Over the years, the idea of “badge engineering” has had its stints of popularity with nearly every big global automaker. The heyday of the practice was in the 1970s and 1980s, when American car companies would change a car’s grille, the wheels, some paint, maybe the upholstery, slap on a Chevroldsmobuillac badge, and call the same car three different names and sell it at three different brands’ dealerships. Since then, automakers have gotten sneakier about the practice, but it’s still alive and well — it’s just that these days, the changes between models are a lot more visually extensive, and they often include significant “retuning” of the car’s various bits to make it look and feel different from its kin.
Related: 2024 Alfa Romeo Tonale Review: A Shot of Espresso in a Decaf World
Enter Stellantis, the European-headquartered multinational behemoth that fields more than a dozen automotive brands, including the two you see here: Italian luxury brand Alfa Romeo and American performance brand Dodge. The benefit of being a big automaker is that you can spread out operating, development, engineering and manufacturing costs among multiple global markets, several global brands and hundreds of thousands of vehicles. But sometimes it results in products that share a lot of components, equipment, and sometimes even body panels and styling that then get sold in the same market under different brands.
That’s what we have here with the brand-new 2024 Alfa Romeo Tonale, the Italians’ new compact SUV that’s meant to spearhead its massive push back into the U.S. market with a more affordable, more approachable, more appealing entry-level product to draw in some new customers. But down the street at the Dodge dealer sits the brand-new Dodge Hornet, and if they look similar to you, well, that’s because they share a lot of the same equipment, components and body panels. They even share a powertrain, with the Alfa featuring a standard plug-in hybrid system that incorporates a turbocharged four-cylinder engine (that powertrain is optional for the Dodge).
What they don’t share is pricing.

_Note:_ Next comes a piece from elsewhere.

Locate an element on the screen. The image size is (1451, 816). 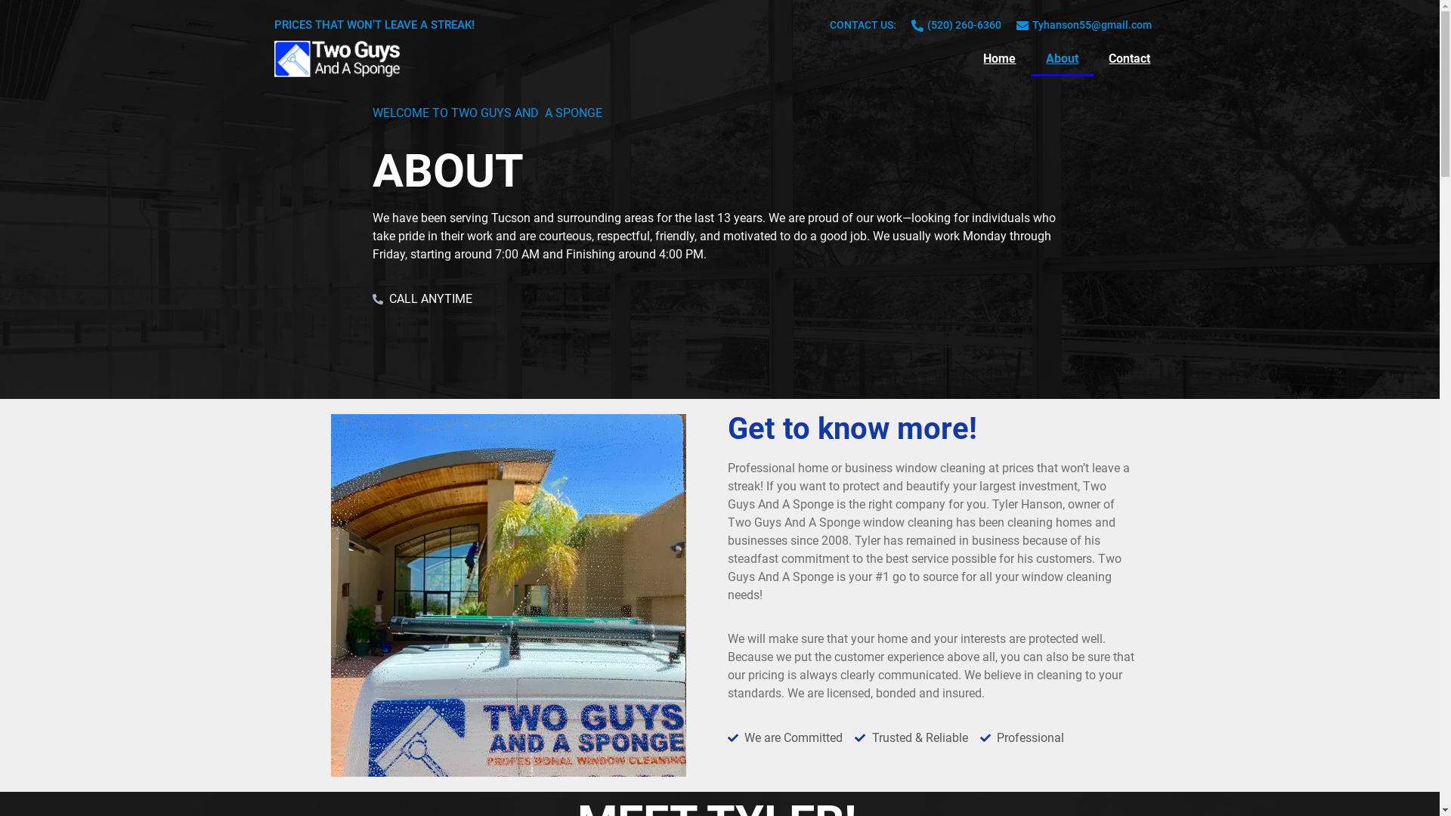
Home is located at coordinates (999, 59).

A base 2023 Dodge Hornet GT starts at $32,330 (all prices include destination), but the Hornet that’s more comparable to the Tonale is the plug-in hybrid 2024 Hornet R/T, which will start at $42,530. The Alfa Romeo Tonale is only offered as a PHEV, and the base Sprint trim starts around two grand more than the Dodge at $44,590; it goes up from there with the better-equipped Ti and Veloce trims.
This begs the question: Given we have two very similar vehicles being sold at two different dealerships and with two different missions, is there enough differentiation between the Hornet and Tonale to justify paying more for the Alfa? Has Stellantis done enough in tuning the two vehicles to look and feel different? Can you get a budget Alfa Romeo at your local Dodge dealer, or is Alfa trying to sell us a fancied-up Dodge at a premium price? I recently had a rare opportunity to drive both the 2024 Dodge Hornet R/T (and the gas-only ‘23 GT) back to back with the 2024 Alfa Romeo Tonale Veloce at the Midwest Automotive Media Association’s 2023 Spring Rally in Elkhart Lake, Wisc., to find out.